What will the city look like then? Answering that question is now largely the responsibility of Christopher Hawthorne. The longtime architecture critic at the Los Angeles Times stepped down earlier this year to take on the newly created post of chief design officer under Mayor Eric Garcetti, who, like other mayors around the country, has grown fond of appointing “chiefs” to tackle issues such as sustainability, streets and data. In this case, Hawthorne will be expected to break down the silos between agencies when it comes to urban planning. That’s easier said than done.
Different agencies have different prerogatives and priorities. The new generation of chiefs may be able to say they’re the mayor’s point person on a particular issue, but without control over budgets or other real power, they can’t force action from those entrenched in city government who view them as a fad. To create a more coherent vision for L.A., Hawthorne will not only have to win over leaders in the city’s transportation, engineering and planning departments, but also other actors scattered at the county, state and federal levels. “The fragmentation that has long characterized the political structure of Southern California has also been plain to see in the way we produce our public infrastructure,” Hawthorne wrote in his farewell column in the Times.
Hawthorne describes his role as less of a czar seeking to get his way by fiat than of an advocate attempting to “nudge” agencies in a more favorable direction. Toward that end, he intends to broaden the conversation, making sure agencies do a better job of listening both to residents and designers through public forums and competitions. Ultimately, he hopes to make the case that better design is not only more inclusive but can be more efficient and save dollars.
Such concepts have become inscribed in the DNA of planning departments in some cities. This hasn’t been the case in Los Angeles, and it’s largely why Garcetti is seeking to break the mold. As a critic, Hawthorne was sometimes a lonely voice in terms of thinking about the public realm writ large. His perch within city hall gives him a different platform from which to make his case that design is threaded through everything a city does and makes. “A real hallmark of his work at the Times has been to really push the big picture and try to prod Los Angeles to think about itself in larger terms -- 21st-century terms and urban terms,” says John King, the architecture critic for the San Francisco Chronicle. “If there was an architecture critic in the United States where this transition would make sense, Chris is the one.”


### [ASSIGNED TASK]
Extract all lines in the data that contain the word "wires".

Records drawn from a dataset
#####
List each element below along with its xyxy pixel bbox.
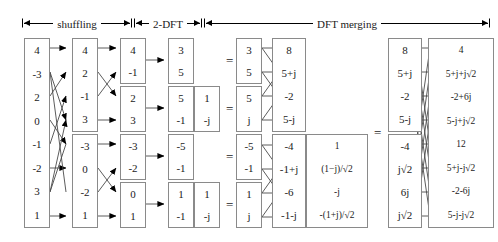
cell: -2: [273, 91, 305, 102]
cell: 4: [429, 46, 493, 56]
cell: -2+6j: [429, 93, 493, 103]
cell: 4: [121, 45, 145, 56]
box-twiddled-pair-4: 1 j: [236, 182, 262, 228]
box-shuffled-odd: -3 0 -2 1: [72, 134, 98, 228]
cell: 3: [25, 186, 49, 197]
box-pair-3: -3 -2: [120, 134, 146, 180]
cell: -6: [273, 187, 305, 198]
cell: 0: [121, 189, 145, 200]
cell: 3: [169, 45, 193, 56]
cell: -1: [73, 91, 97, 102]
box-input-vector: 4 -3 2 0 -1 -2 3 1: [24, 38, 50, 228]
header-span-shuffling: shuffling: [22, 14, 132, 32]
cell: 1: [25, 210, 49, 221]
cell: 5+j+j√2: [429, 70, 493, 80]
cell: 12: [429, 140, 493, 150]
cell: -5: [237, 141, 261, 152]
cell: -3: [25, 69, 49, 80]
cell: -2: [25, 163, 49, 174]
cell: -4: [389, 141, 421, 152]
box-twiddled-pair-3: -5 -1: [236, 134, 262, 180]
cell: 3: [121, 115, 145, 126]
box-4dft-lower: -4 -1+j -6 -1-j: [272, 134, 306, 228]
header-span-dft-merging: DFT merging: [204, 14, 490, 32]
wires-2dft: [146, 60, 164, 204]
fft-butterfly-diagram: shuffling 2-DFT DFT merging: [0, 0, 498, 242]
box-shuffled-even: 4 2 -1 3: [72, 38, 98, 132]
cell: -1: [121, 67, 145, 78]
cell: 1: [169, 189, 193, 200]
cell: 5+j-j√2: [429, 164, 493, 174]
label-shuffling: shuffling: [53, 18, 101, 30]
cell: -1: [169, 115, 193, 126]
cell: 1: [121, 211, 145, 222]
cell: 2: [121, 93, 145, 104]
cell: 5: [169, 67, 193, 78]
box-2dft-2: 5 -1: [168, 86, 194, 132]
cell: -1: [169, 211, 193, 222]
cell: 1: [307, 142, 367, 152]
box-twiddled-quad-upper: 8 5+j -2 5-j: [388, 38, 422, 132]
wires-shuffle-1: [50, 48, 66, 216]
box-4dft-upper: 8 5+j -2 5-j: [272, 38, 306, 132]
cell: -1: [169, 163, 193, 174]
label-dft-merging: DFT merging: [313, 18, 381, 30]
cell: j√2: [389, 164, 421, 175]
equals-sign-4: =: [226, 198, 233, 211]
cell: -(1+j)/√2: [307, 211, 367, 221]
label-2dft: 2-DFT: [149, 18, 187, 30]
cell: -1: [237, 163, 261, 174]
cell: -3: [121, 141, 145, 152]
cell: 5: [237, 93, 261, 104]
cell: 5+j: [389, 68, 421, 79]
equals-sign-3: =: [226, 150, 233, 163]
cell: -2: [121, 163, 145, 174]
cell: 1: [195, 189, 219, 200]
cell: -j: [195, 115, 219, 126]
cell: 6j: [389, 187, 421, 198]
cell: 5: [237, 67, 261, 78]
cell: -5: [169, 141, 193, 152]
box-2dft-3: -5 -1: [168, 134, 194, 180]
box-4dft-twiddle: 1 (1−j)/√2 -j -(1+j)/√2: [306, 134, 368, 228]
equals-sign-1: =: [226, 54, 233, 67]
cell: -1+j: [273, 164, 305, 175]
cell: 3: [237, 45, 261, 56]
cell: -1-j: [273, 210, 305, 221]
cell: j√2: [389, 210, 421, 221]
equals-sign-5: =: [374, 126, 381, 139]
cell: -2: [389, 91, 421, 102]
box-twiddle-4: 1 -j: [194, 182, 220, 228]
equals-sign-2: =: [226, 102, 233, 115]
cell: 4: [25, 45, 49, 56]
cell: 1: [237, 189, 261, 200]
wires-shuffle-2: [98, 48, 116, 216]
cell: j: [237, 115, 261, 126]
cell: 8: [389, 45, 421, 56]
cell: 5-j: [389, 114, 421, 125]
cell: -j: [195, 211, 219, 222]
box-2dft-4: 1 -1: [168, 182, 194, 228]
cell: 5-j+j√2: [429, 117, 493, 127]
cell: 5-j: [273, 114, 305, 125]
cell: 5+j: [273, 68, 305, 79]
cell: -3: [73, 141, 97, 152]
cell: 5-j-j√2: [429, 211, 493, 221]
cell: 1: [195, 93, 219, 104]
box-pair-2: 2 3: [120, 86, 146, 132]
cell: (1−j)/√2: [307, 165, 367, 175]
box-pair-1: 4 -1: [120, 38, 146, 84]
cell: -1: [25, 139, 49, 150]
box-2dft-1: 3 5: [168, 38, 194, 84]
box-output-vector: 4 5+j+j√2 -2+6j 5-j+j√2 12 5+j-j√2 -2-6j…: [428, 38, 494, 228]
cell: 2: [73, 68, 97, 79]
cell: 0: [73, 164, 97, 175]
box-twiddled-pair-2: 5 j: [236, 86, 262, 132]
cell: -2: [73, 187, 97, 198]
cell: 3: [73, 114, 97, 125]
cell: 5: [169, 93, 193, 104]
cell: 2: [25, 92, 49, 103]
cell: -2-6j: [429, 187, 493, 197]
box-twiddled-pair-1: 3 5: [236, 38, 262, 84]
box-pair-4: 0 1: [120, 182, 146, 228]
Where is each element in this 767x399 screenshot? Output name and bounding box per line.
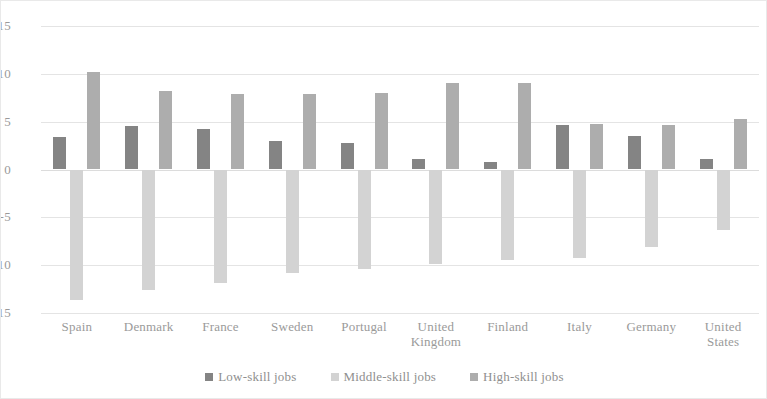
- legend-item[interactable]: High-skill jobs: [470, 369, 564, 385]
- gridline--15: [41, 313, 759, 314]
- bar: [159, 91, 172, 169]
- y-axis-tick-label: 5: [0, 114, 11, 130]
- bar: [573, 170, 586, 259]
- bar: [70, 170, 83, 300]
- y-axis-tick-label: 10: [0, 66, 11, 82]
- x-axis-category-label: UnitedKingdom: [400, 319, 472, 349]
- y-axis-tick-label: 0: [0, 162, 11, 178]
- bar: [429, 170, 442, 265]
- bar: [412, 159, 425, 170]
- bar: [556, 125, 569, 170]
- bar-group: [412, 26, 459, 313]
- legend-swatch-icon: [470, 373, 478, 381]
- x-axis-category-line: Sweden: [256, 319, 328, 334]
- chart-legend: Low-skill jobsMiddle-skill jobsHigh-skil…: [1, 369, 767, 385]
- bar: [375, 93, 388, 170]
- bar-group: [53, 26, 100, 313]
- x-axis-category-label: Denmark: [113, 319, 185, 334]
- y-axis-tick-label: -15: [0, 305, 11, 321]
- bar: [231, 94, 244, 170]
- bar-group: [484, 26, 531, 313]
- legend-swatch-icon: [331, 373, 339, 381]
- x-axis-category-label: France: [185, 319, 257, 334]
- bar: [358, 170, 371, 269]
- bar: [214, 170, 227, 284]
- x-axis-category-label: Germany: [615, 319, 687, 334]
- bar: [700, 159, 713, 170]
- plot-area: 151050-5-10-15: [41, 26, 759, 313]
- x-axis-category-line: Portugal: [328, 319, 400, 334]
- bar: [87, 72, 100, 170]
- x-axis-category-label: Italy: [544, 319, 616, 334]
- y-axis-tick-label: 15: [0, 18, 11, 34]
- bar-group: [628, 26, 675, 313]
- x-axis-category-line: Spain: [41, 319, 113, 334]
- bar: [197, 129, 210, 169]
- y-axis-tick-label: -5: [0, 209, 11, 225]
- bar: [484, 162, 497, 170]
- bar-group: [197, 26, 244, 313]
- x-axis-category-line: Italy: [544, 319, 616, 334]
- bar-group: [556, 26, 603, 313]
- x-axis-category-line: Finland: [472, 319, 544, 334]
- bar-group: [269, 26, 316, 313]
- x-axis-category-line: Denmark: [113, 319, 185, 334]
- x-axis-category-label: Finland: [472, 319, 544, 334]
- bar: [446, 83, 459, 169]
- chart-container: 151050-5-10-15 Low-skill jobsMiddle-skil…: [0, 0, 767, 399]
- bar-group: [341, 26, 388, 313]
- bar: [628, 136, 641, 169]
- bar: [142, 170, 155, 291]
- x-axis-category-line: Kingdom: [400, 334, 472, 349]
- bar: [53, 137, 66, 170]
- x-axis-category-line: France: [185, 319, 257, 334]
- x-axis-category-label: Spain: [41, 319, 113, 334]
- legend-swatch-icon: [205, 373, 213, 381]
- bar: [269, 141, 282, 170]
- bar: [501, 170, 514, 261]
- legend-label: Middle-skill jobs: [344, 369, 437, 385]
- x-axis-category-line: United: [400, 319, 472, 334]
- bar: [286, 170, 299, 273]
- legend-label: High-skill jobs: [483, 369, 564, 385]
- x-axis-category-line: United: [687, 319, 759, 334]
- bar: [645, 170, 658, 247]
- legend-item[interactable]: Low-skill jobs: [205, 369, 296, 385]
- legend-item[interactable]: Middle-skill jobs: [331, 369, 437, 385]
- x-axis-category-label: Sweden: [256, 319, 328, 334]
- bar-group: [125, 26, 172, 313]
- bar: [734, 119, 747, 170]
- bar: [341, 143, 354, 170]
- x-axis-category-line: Germany: [615, 319, 687, 334]
- bar: [590, 124, 603, 170]
- bar: [125, 126, 138, 169]
- x-axis-category-line: States: [687, 334, 759, 349]
- bar: [717, 170, 730, 230]
- legend-label: Low-skill jobs: [218, 369, 296, 385]
- bar: [303, 94, 316, 170]
- bar-group: [700, 26, 747, 313]
- x-axis-category-label: UnitedStates: [687, 319, 759, 349]
- bar: [662, 125, 675, 170]
- bar: [518, 83, 531, 169]
- x-axis-category-label: Portugal: [328, 319, 400, 334]
- y-axis-tick-label: -10: [0, 257, 11, 273]
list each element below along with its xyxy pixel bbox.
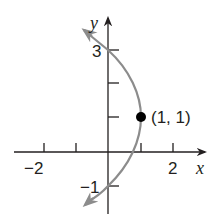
x-axis-label: x	[195, 158, 204, 178]
vertex-point	[136, 112, 146, 122]
tick-label-y-neg1: −1	[80, 178, 99, 197]
point-label: (1, 1)	[151, 108, 191, 127]
y-axis-label: y	[88, 13, 98, 33]
tick-label-x-2: 2	[168, 159, 177, 178]
y-ticks	[108, 50, 119, 186]
tick-label-y-3: 3	[92, 42, 101, 61]
graph-canvas: (1, 1) y x −2 2 3 −1	[0, 0, 215, 221]
curve-arrow-bottom	[85, 198, 93, 205]
tick-label-x-neg2: −2	[24, 159, 43, 178]
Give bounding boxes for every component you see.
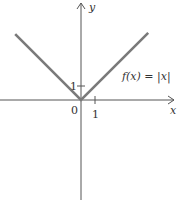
y-axis-label: y	[88, 1, 96, 14]
x-axis-label: x	[170, 104, 177, 117]
chart: x y 0 1 1 f(x) = |x|	[0, 0, 183, 203]
series-line-abs-x	[15, 33, 148, 100]
origin-label: 0	[71, 104, 78, 117]
function-label: f(x) = |x|	[121, 70, 171, 84]
y-tick-label-1: 1	[70, 80, 77, 93]
x-tick-label-1: 1	[92, 108, 99, 121]
series-layer	[15, 33, 148, 100]
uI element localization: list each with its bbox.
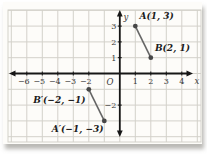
#####
### [RESPONSE AREA]
wires-2dft: [146, 60, 164, 204]
wires-shuffle-1: [50, 48, 66, 216]
wires-shuffle-2: [98, 48, 116, 216]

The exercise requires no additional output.